Editor’s note: “Reimagining James Van Der Zee,” an exhibit based on the “Harlem Reimagined” project described below, opens with a reception 4-6 p.m. Feb. 8 at the Dr. Martin Luther King, Jr. Library.
By David E. Early, Hearst Visiting Journalism Professor in Residence
One hundred years ago, James Van Der Zee, the famed cultural photographer, launched his Harlem-based business that focused on portraits, lifestyle, art, music, intellectual pursuits and numerous efforts at achieving racial equality for black folks.
Now, a century later, a team of photojournalism students from San Jose State University, led by Associate Professor Duane Michael Cheers, returned to New York on a project entitled, “Harlem Reimagined.” Their task was to take an intense, visual inspection of the community today, as it deals with a wave of gentrification that threatens to diminish or remove Harlem as the nation’s black, cultural mecca.
In a four-day, on-the-ground, academic attack, the SJSU photo-rangers took a team of 10 to New York. That group became part of a roving army of 45 educators, reporters, guides, high school students, activists and Harlem locals — many of whom, with hungry cameras in tow — captured thousands of defining images.
Back when Van Der Zee was working, the prolific African-American shooter produced an enormous collection that beautifully captured all factions of Harlem life before, during and after the Harlem Renaissance. The photographer’s work, famously featured in a 1969 show at the Metropolitan Museum of Modern Art, presented Harlem as a deep residential and creative home to legions of black individuals, families, traditions, businesses and institutions of excellence.
Today?
Harlem remains a busy and soulful, African-American village, but one that is absorbing an unsettling wave of gentrification. Left unchecked, the movement threatens to wipe out long-term residents, along with the schools, churches, businesses, neighborhoods, entertainment venues and social justice organizations that have defined African-American achievement for decades.
Surging real estate values have already shoved aside thousands of poor and middle-income blacks by building and refurbishing numerous living spaces into ultra-expensive domiciles. The great fear in Harlem is that gentrification might deliver on an oft-heard, cold declaration: “Those who can pay, can stay.”
The SJSU photo project hopes to capture the struggle against financial and racial forces that threaten to transform Harlem into something unrecognizable to the very people who have nourished it for decades.
The energetic shooters searched the streets, morning-til-night, looking for the shimmer and the shame, the pride and the poverty, the love and the loathing that happens when widespread change shoves a beloved community into an unknown realm.
Students photographed everything from the famed Apollo Theater to the Studio Museum of Harlem. From parks bearing statues of Harriet Tubman and Duke Ellington, to the colorful frenzy of the Malcolm Shabazz Harlem Market, stuffed with genuine, African goods.
They patrolled and shot life on streets named after black luminaries — Frederick Douglass, Adam Clayton Powell and Martin Luther King Jr. — and challenged people, black and white, to discuss the unlikely conundrum: the possible dismantling of the most precious, black community in America.
Into the lenses of their roving cameras, shooters also caught The Shrine urban beats nightclub, The Graffiti Wall of Fame, Sylvia’s upscale soul restaurant and prominent academies named after Chief Justice Thurgood Marshall, author James Baldwin and educator Mary McLeod Bethune.
Up on Harlem’s Sugarhill, they shot a restaurant where comedian Redd Foxx and Malcolm X worked the kitchen together and a single apartment building where Supreme Court Justice Marshall, W.E.B. DuBois and Walter White once lived. Imagine, civil rights giants of the law, education and racial justice in a single structure along with another tenant Maestro Ellington, The Duke.
Students also explored unique and highly personal establishments: Sister’s Uptown Bookstore and Cultural Center, owned and operated by the inspirational Janifer Wilson, a retired physician at Bronx Lebanon Hospital who worked in the department of surgery. Today, she despairs that hers is the only black-owned bookstore in Manhattan.
Another store, Hats By Bunn, turned out to be a slim, miraculous emporium where one man crafts supple, sharp and colorful head wear by hand on an ancient machine. His store is also an easy-going, drop-in center for friends, and the curious and loving customers the world over.
“I make people look good and feel good,” says Bunn, whose creativity feeds off the music filling his shop six days a week. “My designs come from the rhythms of the moment.”
The team of visual cultural excavators even looked at the fresh crop of unlikely new businesses: Whole Foods to Starbucks, CVS to Buffalo Wild Wings. They even absorbed the images out of a burger-and-fries eatery called Harlem Shake, whose owners confessed how they tried to honor the community by reproducing a funky, “Harlem vibe,” from back in the day.
In the end, the visual exploration of Harlem at this critical, life-altering moment in the community’s history, will become a riveting, educational document that will speak intelligently and from the heart in the service of cultural history, for decades to come.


• [Problem to work on]:
Which lines of the records hold the string "Size"? Report only how many of them there are.

== Segment start ==

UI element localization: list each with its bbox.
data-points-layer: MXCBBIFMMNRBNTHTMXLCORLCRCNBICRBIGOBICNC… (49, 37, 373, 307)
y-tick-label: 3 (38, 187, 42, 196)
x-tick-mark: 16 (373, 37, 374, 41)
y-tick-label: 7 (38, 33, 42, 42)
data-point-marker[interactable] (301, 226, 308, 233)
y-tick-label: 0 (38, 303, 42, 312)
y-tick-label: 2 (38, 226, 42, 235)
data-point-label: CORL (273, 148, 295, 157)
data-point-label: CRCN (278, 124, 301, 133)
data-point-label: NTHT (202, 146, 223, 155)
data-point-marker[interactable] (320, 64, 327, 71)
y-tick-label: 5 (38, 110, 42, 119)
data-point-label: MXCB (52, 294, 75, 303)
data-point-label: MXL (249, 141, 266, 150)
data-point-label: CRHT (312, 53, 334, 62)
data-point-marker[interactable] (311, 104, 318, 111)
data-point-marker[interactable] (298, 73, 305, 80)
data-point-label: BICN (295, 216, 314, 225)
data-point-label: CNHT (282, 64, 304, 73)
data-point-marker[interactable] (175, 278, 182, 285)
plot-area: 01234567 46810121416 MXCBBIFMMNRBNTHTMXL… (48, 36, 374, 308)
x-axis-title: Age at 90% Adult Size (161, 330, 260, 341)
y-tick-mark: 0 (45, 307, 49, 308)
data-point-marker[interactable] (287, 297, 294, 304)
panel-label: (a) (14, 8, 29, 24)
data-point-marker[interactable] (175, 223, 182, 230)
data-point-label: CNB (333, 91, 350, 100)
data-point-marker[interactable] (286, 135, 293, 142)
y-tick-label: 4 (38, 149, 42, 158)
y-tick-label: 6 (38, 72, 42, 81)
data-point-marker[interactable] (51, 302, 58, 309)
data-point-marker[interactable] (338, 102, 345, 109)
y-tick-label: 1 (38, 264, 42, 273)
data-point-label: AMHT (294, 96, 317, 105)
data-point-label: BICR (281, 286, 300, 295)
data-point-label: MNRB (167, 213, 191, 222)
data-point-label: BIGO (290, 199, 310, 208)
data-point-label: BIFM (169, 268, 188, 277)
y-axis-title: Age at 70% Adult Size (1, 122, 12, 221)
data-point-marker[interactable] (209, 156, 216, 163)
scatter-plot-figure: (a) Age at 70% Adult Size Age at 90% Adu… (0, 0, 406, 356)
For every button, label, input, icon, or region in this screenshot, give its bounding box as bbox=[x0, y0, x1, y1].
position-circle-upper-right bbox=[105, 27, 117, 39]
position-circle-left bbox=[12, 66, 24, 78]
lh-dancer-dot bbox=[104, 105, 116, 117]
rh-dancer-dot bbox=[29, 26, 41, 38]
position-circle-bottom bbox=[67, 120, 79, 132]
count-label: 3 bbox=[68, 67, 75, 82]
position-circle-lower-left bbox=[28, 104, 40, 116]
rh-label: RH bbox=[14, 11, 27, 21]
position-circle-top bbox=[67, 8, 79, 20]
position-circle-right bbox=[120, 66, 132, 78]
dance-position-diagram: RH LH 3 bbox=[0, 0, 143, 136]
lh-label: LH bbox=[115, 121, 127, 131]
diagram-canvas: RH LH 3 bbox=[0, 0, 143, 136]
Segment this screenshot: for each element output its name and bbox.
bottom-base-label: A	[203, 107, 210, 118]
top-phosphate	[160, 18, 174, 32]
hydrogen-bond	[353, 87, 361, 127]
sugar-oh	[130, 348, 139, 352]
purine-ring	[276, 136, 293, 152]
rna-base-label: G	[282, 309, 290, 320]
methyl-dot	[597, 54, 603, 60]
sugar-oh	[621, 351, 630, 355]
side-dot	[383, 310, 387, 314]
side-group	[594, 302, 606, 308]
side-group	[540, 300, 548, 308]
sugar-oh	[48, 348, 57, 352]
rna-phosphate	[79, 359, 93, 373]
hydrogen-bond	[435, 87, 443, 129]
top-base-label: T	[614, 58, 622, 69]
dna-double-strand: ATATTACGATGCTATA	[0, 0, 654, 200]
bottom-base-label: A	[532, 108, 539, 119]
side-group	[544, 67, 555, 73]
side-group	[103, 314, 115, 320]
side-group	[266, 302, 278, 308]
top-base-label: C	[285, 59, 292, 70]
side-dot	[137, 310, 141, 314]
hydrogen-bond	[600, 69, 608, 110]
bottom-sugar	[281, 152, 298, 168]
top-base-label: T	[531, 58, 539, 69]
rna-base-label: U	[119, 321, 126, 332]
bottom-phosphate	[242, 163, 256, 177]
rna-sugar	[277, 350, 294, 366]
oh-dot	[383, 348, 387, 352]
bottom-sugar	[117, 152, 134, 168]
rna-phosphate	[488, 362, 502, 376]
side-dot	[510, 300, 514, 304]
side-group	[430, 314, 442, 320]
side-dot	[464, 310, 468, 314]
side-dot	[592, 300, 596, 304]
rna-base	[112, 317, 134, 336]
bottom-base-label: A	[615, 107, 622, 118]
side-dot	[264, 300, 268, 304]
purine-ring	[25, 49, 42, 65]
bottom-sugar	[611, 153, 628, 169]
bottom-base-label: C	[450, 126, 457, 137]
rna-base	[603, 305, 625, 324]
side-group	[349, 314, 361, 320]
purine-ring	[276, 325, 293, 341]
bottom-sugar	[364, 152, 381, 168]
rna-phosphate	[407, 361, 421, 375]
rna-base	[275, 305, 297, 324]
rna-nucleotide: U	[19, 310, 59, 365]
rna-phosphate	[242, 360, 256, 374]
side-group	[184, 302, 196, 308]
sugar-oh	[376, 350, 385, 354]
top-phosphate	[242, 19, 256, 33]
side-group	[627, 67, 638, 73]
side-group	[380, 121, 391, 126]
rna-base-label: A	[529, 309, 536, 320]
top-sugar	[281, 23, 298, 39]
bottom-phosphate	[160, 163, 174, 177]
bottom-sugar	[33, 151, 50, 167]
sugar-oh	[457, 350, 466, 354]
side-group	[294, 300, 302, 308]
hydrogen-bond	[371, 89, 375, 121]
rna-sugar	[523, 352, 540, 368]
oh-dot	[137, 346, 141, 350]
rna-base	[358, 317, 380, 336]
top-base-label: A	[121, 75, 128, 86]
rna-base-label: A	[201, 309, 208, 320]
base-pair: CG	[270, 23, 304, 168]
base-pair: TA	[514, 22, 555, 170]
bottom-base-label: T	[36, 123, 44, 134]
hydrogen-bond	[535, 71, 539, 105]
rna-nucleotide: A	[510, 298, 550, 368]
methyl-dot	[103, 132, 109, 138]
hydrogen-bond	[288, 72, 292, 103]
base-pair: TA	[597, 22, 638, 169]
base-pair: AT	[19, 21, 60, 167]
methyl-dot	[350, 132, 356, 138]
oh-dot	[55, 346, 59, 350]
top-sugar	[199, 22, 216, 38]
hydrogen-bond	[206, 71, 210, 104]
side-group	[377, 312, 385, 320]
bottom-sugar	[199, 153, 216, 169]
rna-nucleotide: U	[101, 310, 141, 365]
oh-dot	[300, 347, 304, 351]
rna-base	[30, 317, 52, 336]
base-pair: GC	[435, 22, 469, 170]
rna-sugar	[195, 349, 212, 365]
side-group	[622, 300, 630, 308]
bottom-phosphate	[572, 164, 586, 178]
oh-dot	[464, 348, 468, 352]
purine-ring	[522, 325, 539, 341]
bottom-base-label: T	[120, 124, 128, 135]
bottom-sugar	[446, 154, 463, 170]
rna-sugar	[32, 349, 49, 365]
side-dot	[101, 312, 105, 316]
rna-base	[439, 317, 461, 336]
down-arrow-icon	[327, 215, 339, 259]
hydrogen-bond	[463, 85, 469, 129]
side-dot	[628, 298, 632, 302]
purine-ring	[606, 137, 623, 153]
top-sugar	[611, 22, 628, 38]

== Segment end ==

• [Expected answer]:
3